■ **Supplied material**
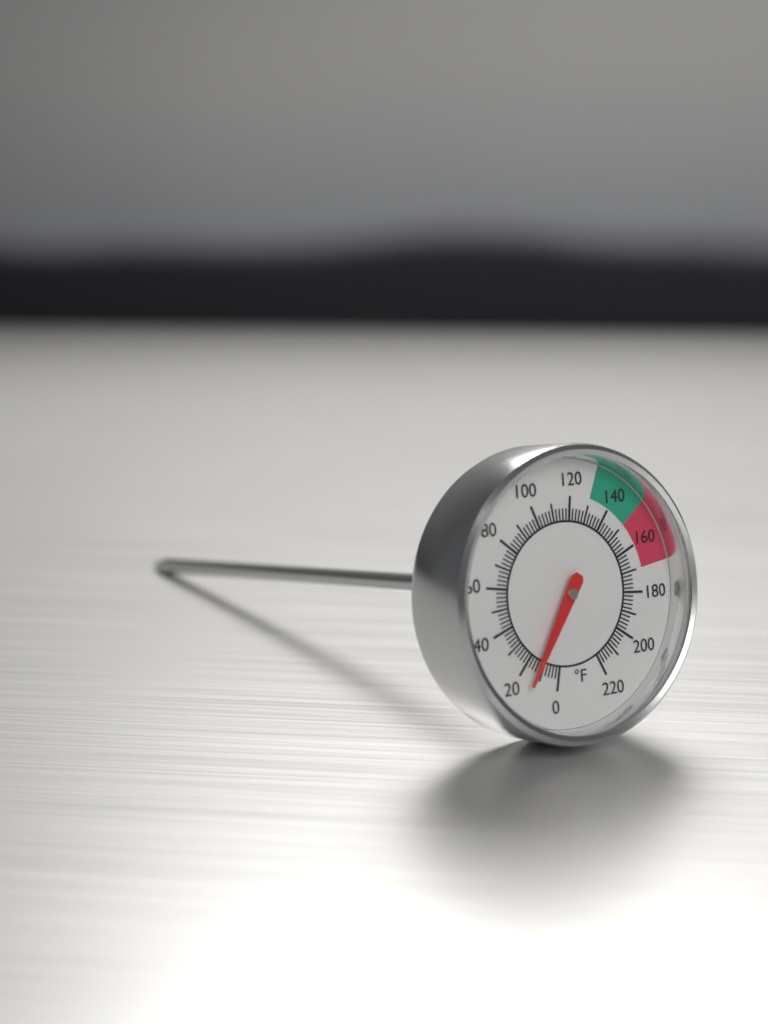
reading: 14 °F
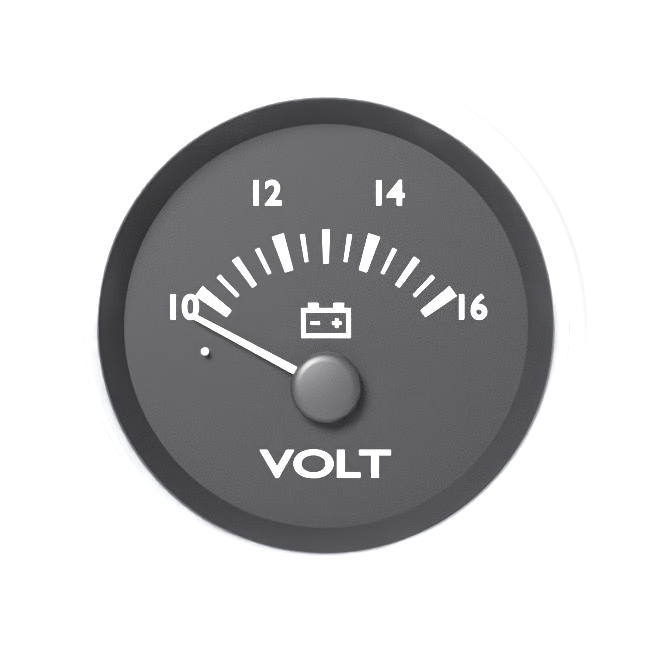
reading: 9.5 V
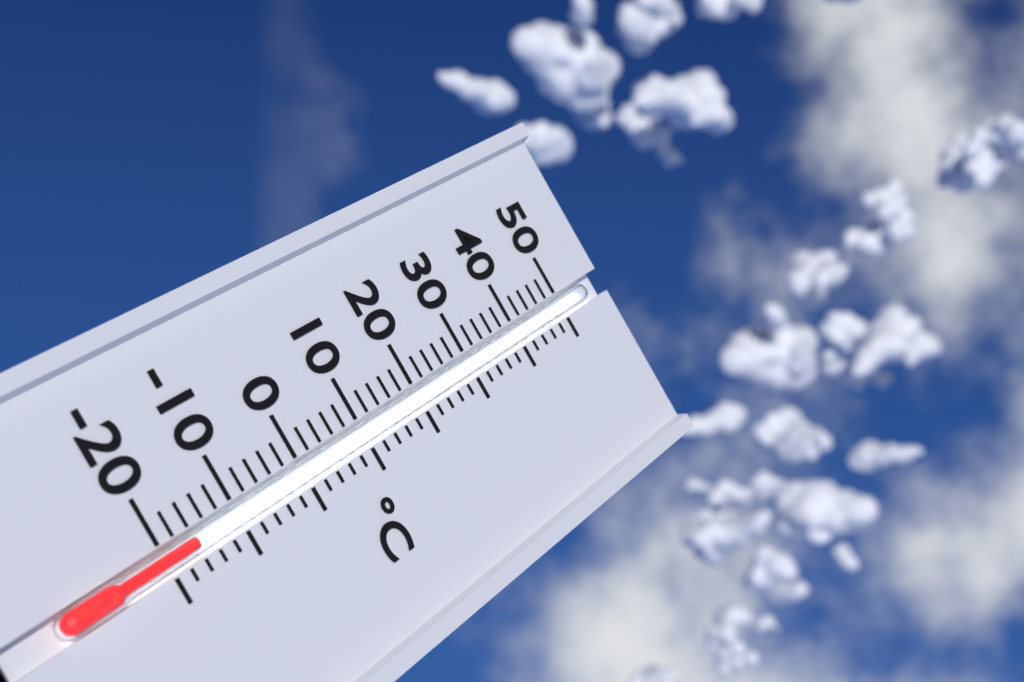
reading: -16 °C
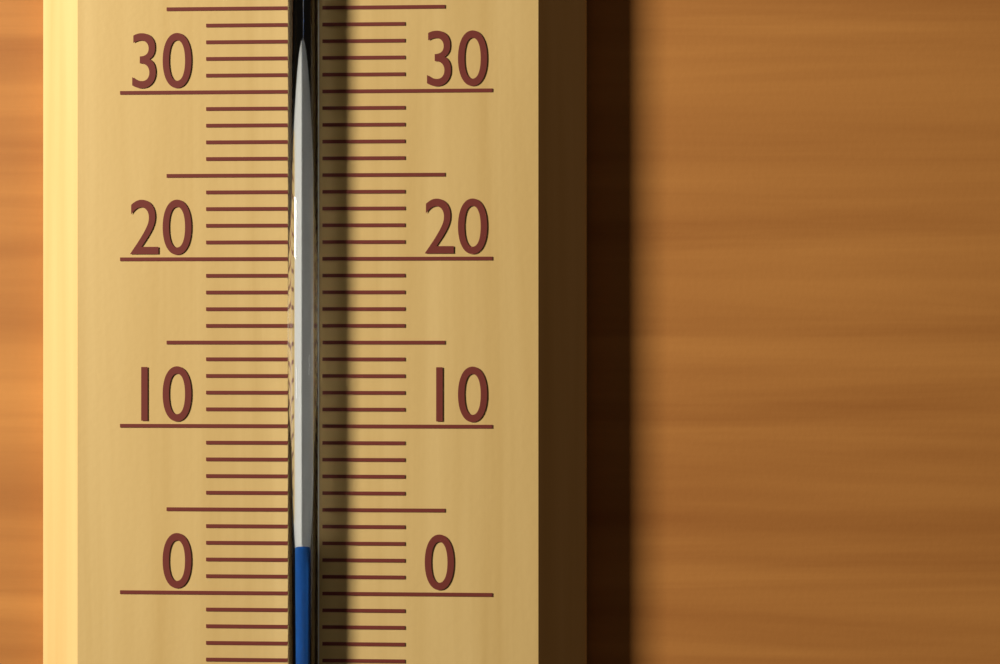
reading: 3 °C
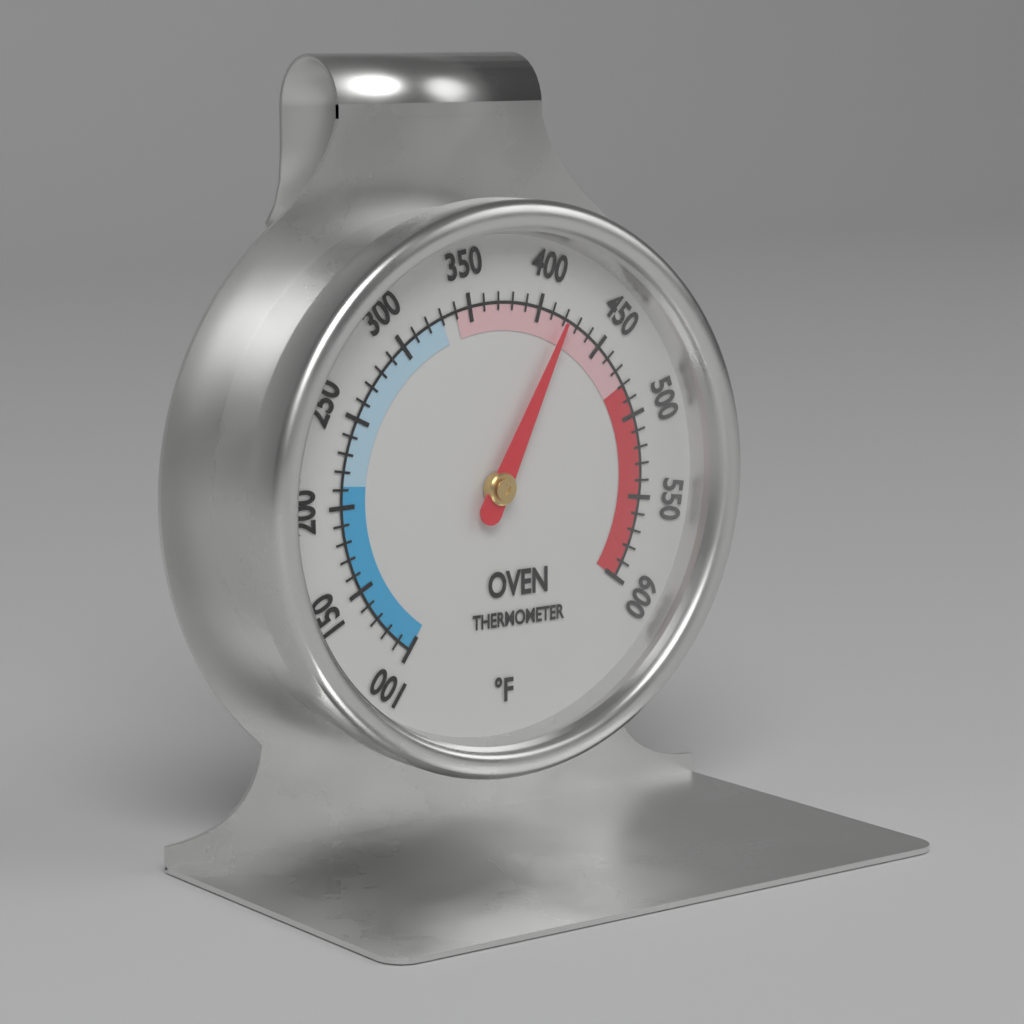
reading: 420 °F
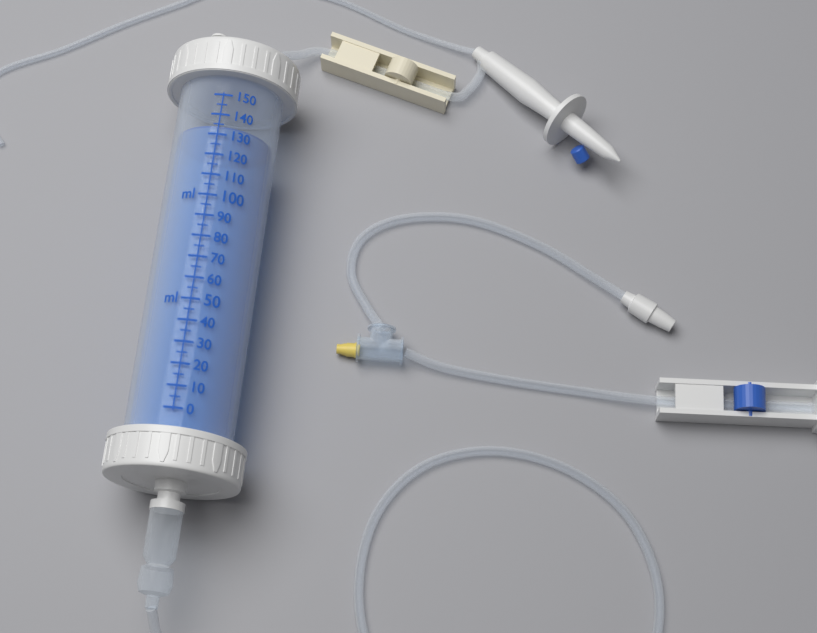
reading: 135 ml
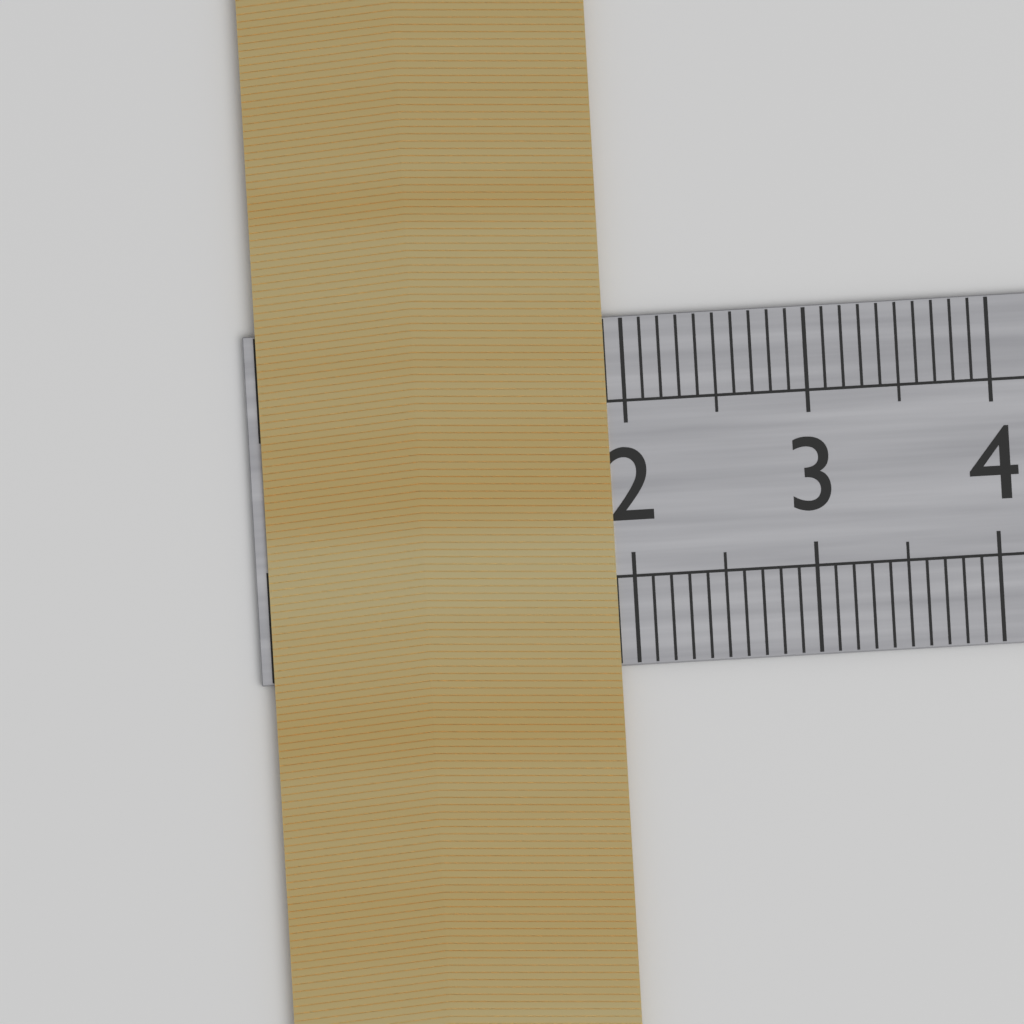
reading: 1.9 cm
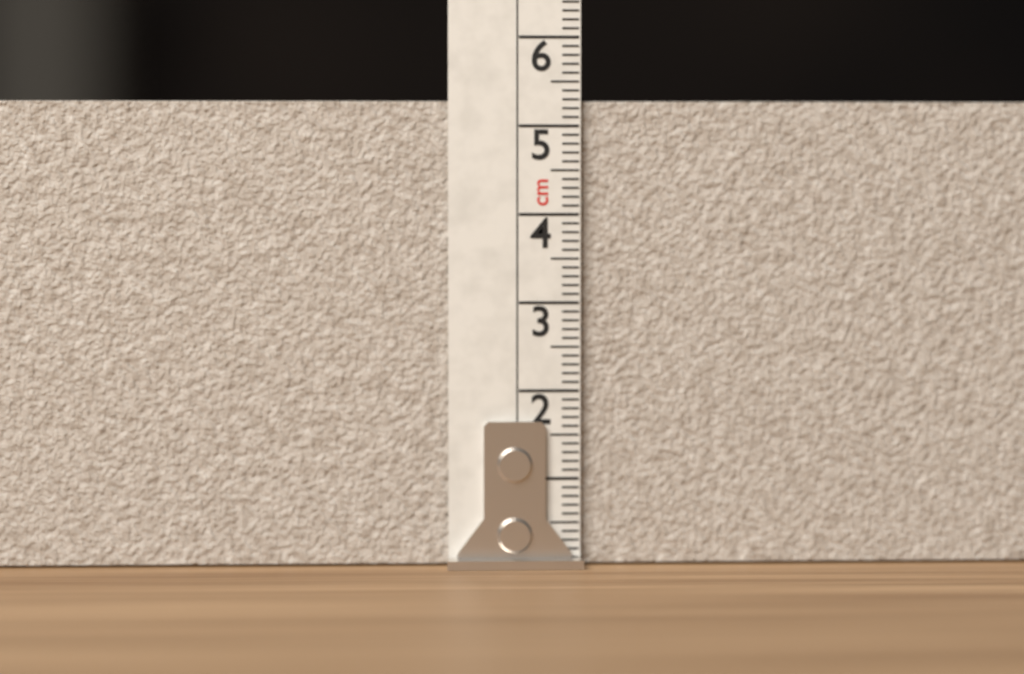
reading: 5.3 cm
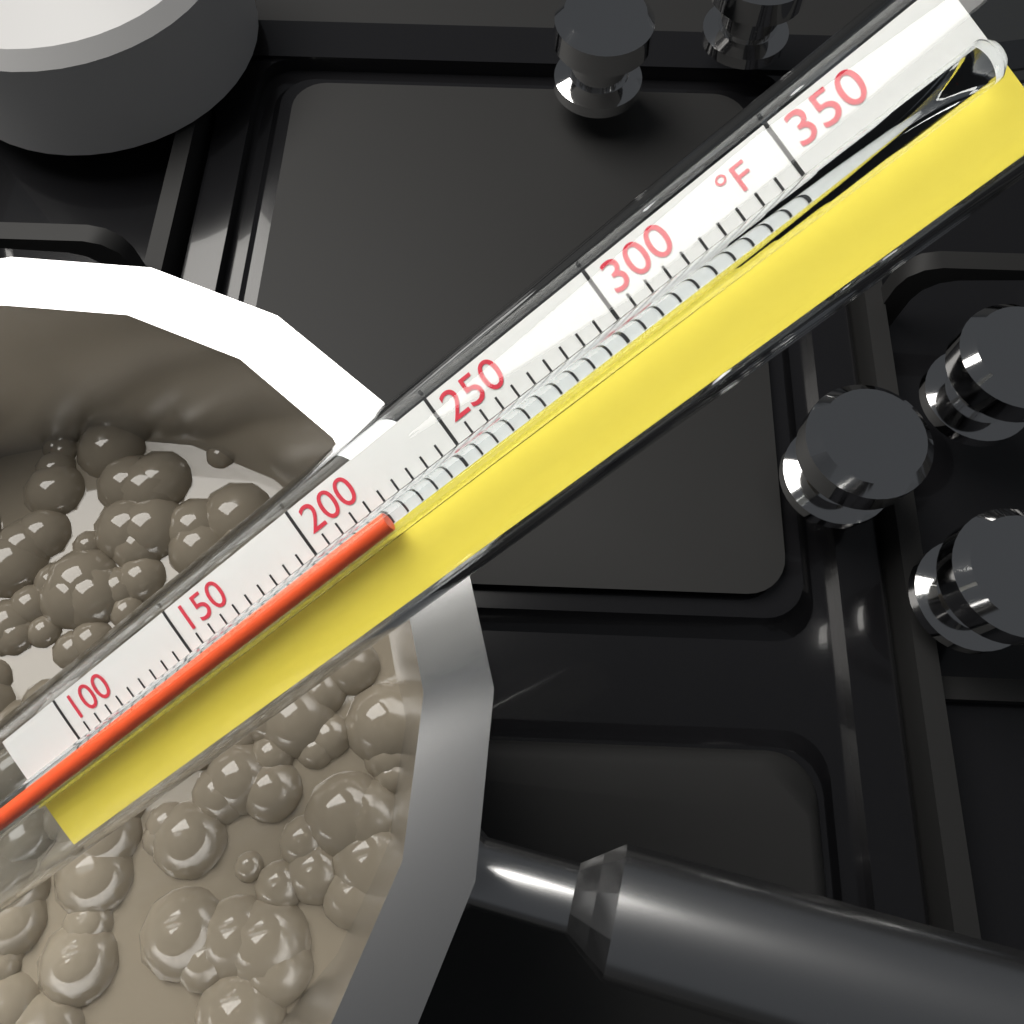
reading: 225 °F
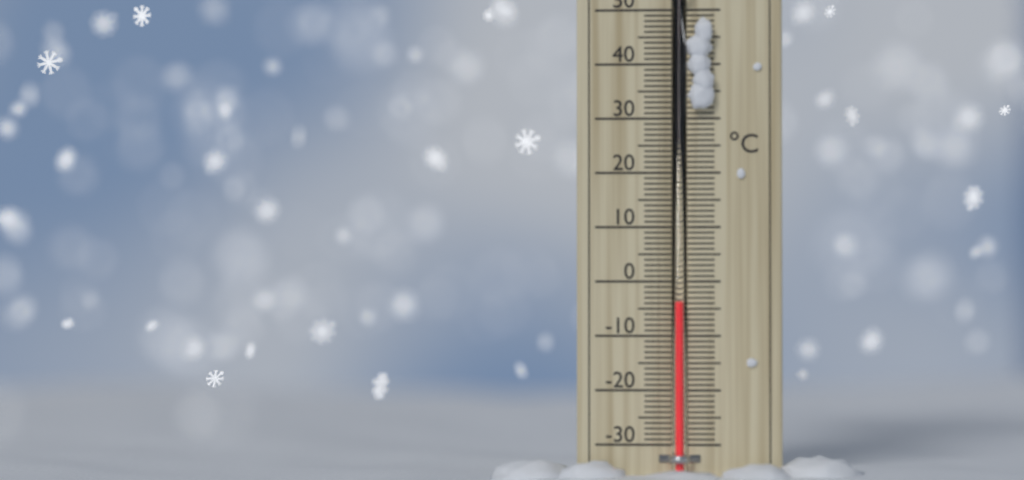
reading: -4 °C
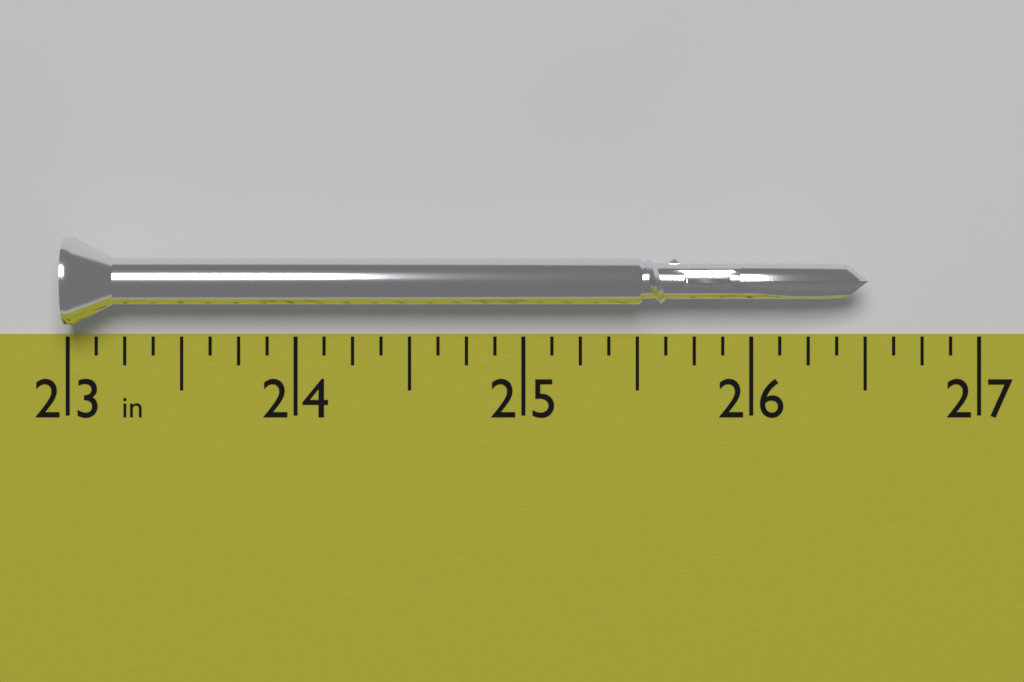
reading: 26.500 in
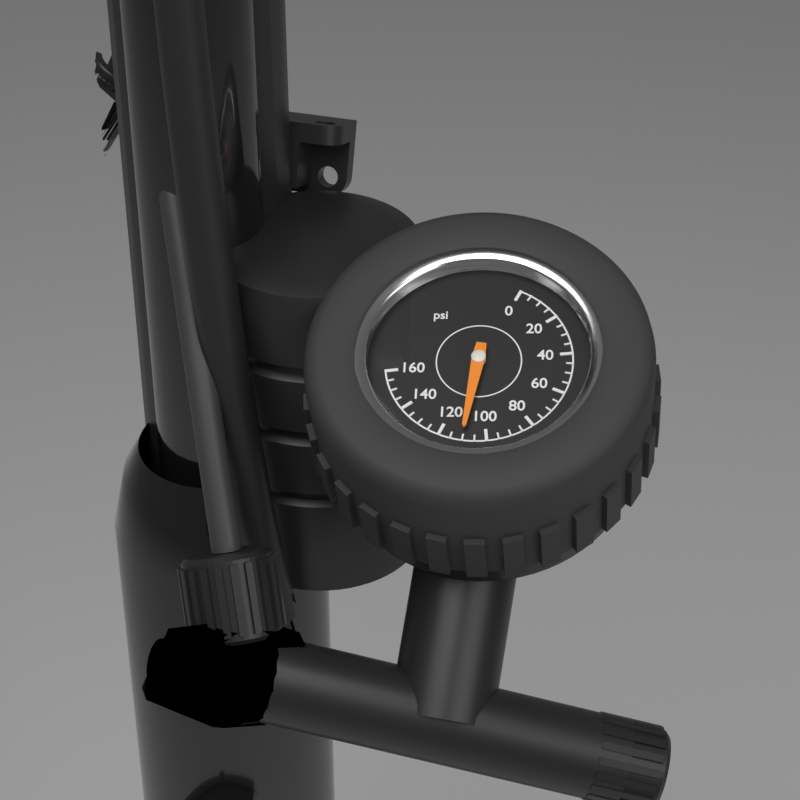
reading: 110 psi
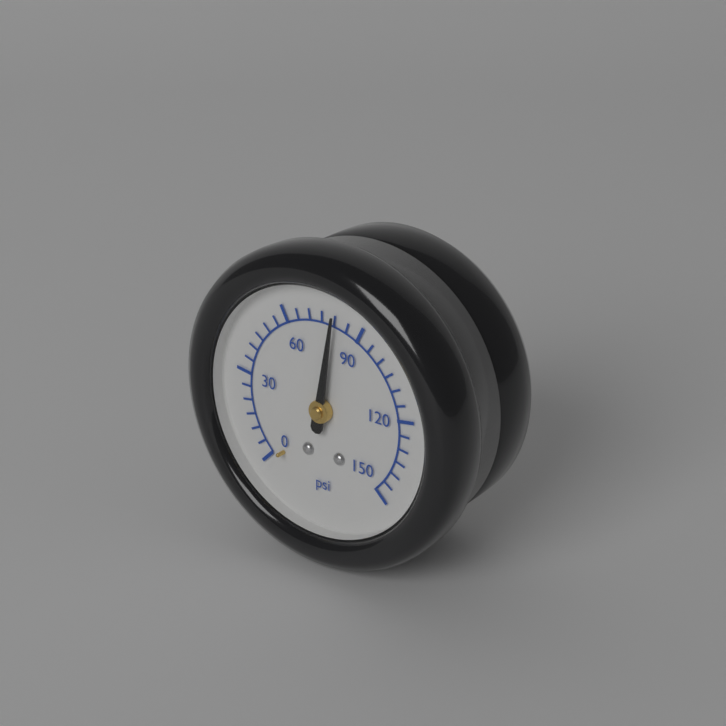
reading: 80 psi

■ **Exercise aim**
Without changing a single word, set down all of the material again and leave out its pictures.

■ **Solution to this problem**
reading: 14 °F
reading: 9.5 V
reading: -16 °C
reading: 3 °C
reading: 420 °F
reading: 135 ml
reading: 1.9 cm
reading: 5.3 cm
reading: 225 °F
reading: -4 °C
reading: 26.500 in
reading: 110 psi
reading: 80 psi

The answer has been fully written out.